Pippin Drysdale Breakaway series IV – Wolfe Creek Crater Installation 2023. Glazed porcelain, 17 parts, dimensions variable. Collection of Michelle & Rukshen Weerasooriya. © Pippin Drysdale. Photograph © Robert Frith – Acorn Photo.

AGWA

Infinite Terrain – until 6 April 2026

A landmark retrospective honouring the extraordinary career of internationally renowned ceramicist Pippin Drysdale.

 

Linton + Kay Cottesloe

High Tide – 7-28 February 2026

Ian Mutch's new exhibition is inspired by childhood memories of walking along the south coast of Africa with his Grandmother, gathering shells, driftwood, and exploring rock pools. Created down south, this body of work evokes feelings of nostalgia and joy, inspired by the Western Australian coastline.

 

PICA

Soft Grates – 6 February until 20 December 2026

Jen Berean and James Carey’s Soft Grates is the fourth in the Judy Wheeler Commission series and invites visitors to contemplate how institutions mark time and hold memory through the presence of water. Continuing their collaborative exploration of architecture, infrastructures and embedded systems, the duo aims to reveal the unseen networks that move water through and around PICA’s location in Boorloo (Perth).

 

NT

Photograph courtesy MAGNT

MAGNT Darwin

Tiny Territory – on now

This ongoing exhibition at MAGNT makes large and wondrous the small, colourful and alien-like invertebrates of the Northern Territory. Invertebrates in the Top End are the most numerous and important ecosystem engineers, service providers and waste managers.

ACT

Frank Bauer, Ring 1979, National Gallery of Australia, Kamberri/Canberra, crafts Board Collection donated by the Australia Council 1982

NGA

Body Adorned – until 14 Feb 2027

This exhibition celebrates the National Gallery’s rich and diverse jewellery collection through an intentionally maximalist display. Bringing together over 370 works by First Nations, Australian, European, American, Asian and Pacific designers, artists and makers, the display honours jewellery as both an artistic mode and a form of personal expression.

 

Canberra Contemporary

DEEP END – 7 February until 12 April 2026

Deep End is an immersive sensory installation by Amy Claire Mills that invites exploration through touch, sight, and sound. The project explores the concept of accessible and adaptive ‘third spaces’.

 

TAS

Install view of Sam Jinks' Mortal Reflections, currently on view at Art Gallery at Royal Park, Launceston.
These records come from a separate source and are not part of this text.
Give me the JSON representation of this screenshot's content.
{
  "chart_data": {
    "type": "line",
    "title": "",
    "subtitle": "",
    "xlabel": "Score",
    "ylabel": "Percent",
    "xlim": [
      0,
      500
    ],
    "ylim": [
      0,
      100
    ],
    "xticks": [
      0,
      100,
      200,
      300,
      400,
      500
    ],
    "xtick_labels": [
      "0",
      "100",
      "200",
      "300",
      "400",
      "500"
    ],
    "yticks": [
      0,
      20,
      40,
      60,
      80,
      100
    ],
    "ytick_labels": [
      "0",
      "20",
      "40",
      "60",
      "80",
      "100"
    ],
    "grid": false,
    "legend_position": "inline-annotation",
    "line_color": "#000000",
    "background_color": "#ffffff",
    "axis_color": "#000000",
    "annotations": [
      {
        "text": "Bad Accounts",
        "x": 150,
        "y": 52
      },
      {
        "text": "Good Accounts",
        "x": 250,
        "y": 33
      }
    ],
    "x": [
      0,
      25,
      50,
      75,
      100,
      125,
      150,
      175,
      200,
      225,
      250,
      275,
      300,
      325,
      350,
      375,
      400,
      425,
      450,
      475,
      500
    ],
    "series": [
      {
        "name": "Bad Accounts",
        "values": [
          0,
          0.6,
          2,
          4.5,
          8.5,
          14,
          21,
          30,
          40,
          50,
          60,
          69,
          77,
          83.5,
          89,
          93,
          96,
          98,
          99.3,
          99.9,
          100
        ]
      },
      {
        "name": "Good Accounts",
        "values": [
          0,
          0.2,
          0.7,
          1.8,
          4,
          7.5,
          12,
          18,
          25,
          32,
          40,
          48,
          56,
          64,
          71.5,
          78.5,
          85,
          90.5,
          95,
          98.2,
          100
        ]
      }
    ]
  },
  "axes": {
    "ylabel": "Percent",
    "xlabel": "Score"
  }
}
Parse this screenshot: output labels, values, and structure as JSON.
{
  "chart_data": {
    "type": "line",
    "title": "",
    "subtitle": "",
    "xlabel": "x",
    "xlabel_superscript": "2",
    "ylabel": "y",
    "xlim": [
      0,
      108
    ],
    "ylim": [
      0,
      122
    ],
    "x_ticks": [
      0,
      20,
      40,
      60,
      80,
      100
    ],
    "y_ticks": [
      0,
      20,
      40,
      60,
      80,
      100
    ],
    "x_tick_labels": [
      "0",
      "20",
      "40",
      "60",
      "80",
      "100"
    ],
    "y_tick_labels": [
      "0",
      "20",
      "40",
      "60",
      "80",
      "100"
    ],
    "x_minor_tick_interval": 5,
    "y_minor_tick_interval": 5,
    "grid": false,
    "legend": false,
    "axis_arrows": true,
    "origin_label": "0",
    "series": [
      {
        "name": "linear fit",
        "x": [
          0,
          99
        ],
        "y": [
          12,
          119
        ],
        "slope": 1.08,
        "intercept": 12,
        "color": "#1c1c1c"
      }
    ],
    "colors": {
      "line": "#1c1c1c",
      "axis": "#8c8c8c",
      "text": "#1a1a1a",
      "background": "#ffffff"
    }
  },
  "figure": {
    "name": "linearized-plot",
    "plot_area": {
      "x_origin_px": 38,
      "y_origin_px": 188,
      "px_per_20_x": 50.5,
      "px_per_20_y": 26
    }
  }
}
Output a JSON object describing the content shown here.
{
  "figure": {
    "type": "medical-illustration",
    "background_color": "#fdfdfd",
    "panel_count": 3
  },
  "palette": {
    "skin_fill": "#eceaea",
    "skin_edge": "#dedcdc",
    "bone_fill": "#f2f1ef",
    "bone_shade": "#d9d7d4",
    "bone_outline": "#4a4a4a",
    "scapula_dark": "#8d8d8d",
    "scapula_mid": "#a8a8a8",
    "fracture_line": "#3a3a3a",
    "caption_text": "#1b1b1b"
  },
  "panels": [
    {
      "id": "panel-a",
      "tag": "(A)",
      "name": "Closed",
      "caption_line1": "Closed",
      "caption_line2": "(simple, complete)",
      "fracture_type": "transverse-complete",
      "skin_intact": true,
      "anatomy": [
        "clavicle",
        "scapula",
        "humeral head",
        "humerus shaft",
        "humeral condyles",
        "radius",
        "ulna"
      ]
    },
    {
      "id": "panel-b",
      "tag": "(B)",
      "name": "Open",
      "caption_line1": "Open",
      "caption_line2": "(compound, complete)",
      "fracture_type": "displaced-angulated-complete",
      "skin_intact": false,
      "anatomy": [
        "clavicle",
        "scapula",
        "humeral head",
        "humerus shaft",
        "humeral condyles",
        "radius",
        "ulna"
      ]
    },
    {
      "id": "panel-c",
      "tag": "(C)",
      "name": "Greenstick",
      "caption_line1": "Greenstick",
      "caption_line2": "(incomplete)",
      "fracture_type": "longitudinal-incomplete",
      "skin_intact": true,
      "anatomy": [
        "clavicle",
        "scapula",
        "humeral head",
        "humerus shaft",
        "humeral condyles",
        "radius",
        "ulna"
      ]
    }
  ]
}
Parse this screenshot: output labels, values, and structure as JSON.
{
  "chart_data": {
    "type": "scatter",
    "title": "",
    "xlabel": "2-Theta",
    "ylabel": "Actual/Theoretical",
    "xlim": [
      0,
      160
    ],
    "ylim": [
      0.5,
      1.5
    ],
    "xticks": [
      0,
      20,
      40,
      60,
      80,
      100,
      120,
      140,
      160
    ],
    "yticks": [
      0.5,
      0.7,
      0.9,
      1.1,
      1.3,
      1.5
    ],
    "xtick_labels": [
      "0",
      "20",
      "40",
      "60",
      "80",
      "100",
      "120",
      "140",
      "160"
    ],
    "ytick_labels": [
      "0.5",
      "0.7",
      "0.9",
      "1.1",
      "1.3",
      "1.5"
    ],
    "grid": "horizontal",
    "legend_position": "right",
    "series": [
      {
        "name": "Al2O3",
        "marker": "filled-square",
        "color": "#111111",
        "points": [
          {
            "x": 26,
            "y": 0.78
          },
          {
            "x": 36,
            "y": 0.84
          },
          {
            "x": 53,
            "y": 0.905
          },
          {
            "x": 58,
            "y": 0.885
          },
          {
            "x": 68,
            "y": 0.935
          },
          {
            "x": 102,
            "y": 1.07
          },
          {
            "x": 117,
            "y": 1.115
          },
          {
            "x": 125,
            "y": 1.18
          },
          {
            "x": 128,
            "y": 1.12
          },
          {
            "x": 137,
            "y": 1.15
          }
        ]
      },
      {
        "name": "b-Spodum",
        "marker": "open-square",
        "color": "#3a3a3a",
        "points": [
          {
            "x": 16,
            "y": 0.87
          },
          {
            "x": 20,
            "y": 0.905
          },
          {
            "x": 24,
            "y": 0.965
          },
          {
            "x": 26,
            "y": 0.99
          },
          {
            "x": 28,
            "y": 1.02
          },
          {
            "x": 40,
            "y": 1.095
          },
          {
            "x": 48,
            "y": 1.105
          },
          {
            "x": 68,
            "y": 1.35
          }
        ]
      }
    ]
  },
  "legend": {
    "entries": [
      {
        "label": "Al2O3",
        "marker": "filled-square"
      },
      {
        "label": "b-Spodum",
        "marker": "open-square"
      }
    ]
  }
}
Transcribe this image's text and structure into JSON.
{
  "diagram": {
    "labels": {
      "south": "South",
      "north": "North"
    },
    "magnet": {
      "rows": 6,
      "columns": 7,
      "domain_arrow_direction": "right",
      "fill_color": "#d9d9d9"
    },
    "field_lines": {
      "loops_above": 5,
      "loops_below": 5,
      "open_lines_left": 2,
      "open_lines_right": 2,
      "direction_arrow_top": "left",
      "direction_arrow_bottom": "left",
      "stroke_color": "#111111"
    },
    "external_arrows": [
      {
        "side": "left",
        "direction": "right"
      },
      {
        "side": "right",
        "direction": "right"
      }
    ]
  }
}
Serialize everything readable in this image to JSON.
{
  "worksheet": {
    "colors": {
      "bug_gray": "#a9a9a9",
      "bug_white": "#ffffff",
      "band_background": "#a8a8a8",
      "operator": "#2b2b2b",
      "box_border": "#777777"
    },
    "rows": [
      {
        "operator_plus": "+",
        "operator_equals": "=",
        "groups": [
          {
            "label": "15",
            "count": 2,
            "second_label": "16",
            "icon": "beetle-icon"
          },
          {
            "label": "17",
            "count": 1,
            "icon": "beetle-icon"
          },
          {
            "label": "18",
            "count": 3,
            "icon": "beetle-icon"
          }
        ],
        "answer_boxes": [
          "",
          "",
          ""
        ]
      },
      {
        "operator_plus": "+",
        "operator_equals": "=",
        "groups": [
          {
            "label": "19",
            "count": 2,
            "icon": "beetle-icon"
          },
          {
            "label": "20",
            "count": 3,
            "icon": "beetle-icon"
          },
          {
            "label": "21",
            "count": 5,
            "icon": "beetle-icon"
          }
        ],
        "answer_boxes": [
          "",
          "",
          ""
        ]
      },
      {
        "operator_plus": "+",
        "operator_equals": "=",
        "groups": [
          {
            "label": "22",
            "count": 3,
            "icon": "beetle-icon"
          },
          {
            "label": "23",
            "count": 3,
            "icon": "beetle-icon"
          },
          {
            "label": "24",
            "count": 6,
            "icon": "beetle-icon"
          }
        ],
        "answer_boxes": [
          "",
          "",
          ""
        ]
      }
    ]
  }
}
Tasmanian Museum and Art Gallery

Restoring the Past – 6 February until 31 May 2026

This captivating exhibition offers a rare behind-the-scenes look at the conservation of three remarkable 19th-century paintings and their ornate frames, revealing the delicate balance between science, artistry, and storytelling. Made possible through the support of the Keith Clarke Foundation, it invites visitors to explore the hidden layers of Tasmania’s artistic heritage.

 

Dada Muse

Dante's Divine Comedy – ongoing

A complete suite of 100 authentic water-colour works on paper by Salvador Dali, based on Dante Alighieri's literary classic of the same name. Over 3500 woodblock carvings are said to have been used in the printing process.

 

Art Gallery at Royal Park

Mortal Reflections – until 31 May 2026

Marking the first major exhibition in Tasmania by Sam Jinks, this is a rare opportunity for audiences to encounter a collection of sculptures not typically accessible to the public. QVMAG has transformed the entire upper level of its Royal Park site, where magical figures are held forever suspended within the uncanny realms of Jinks’ sculpted hyperrealism.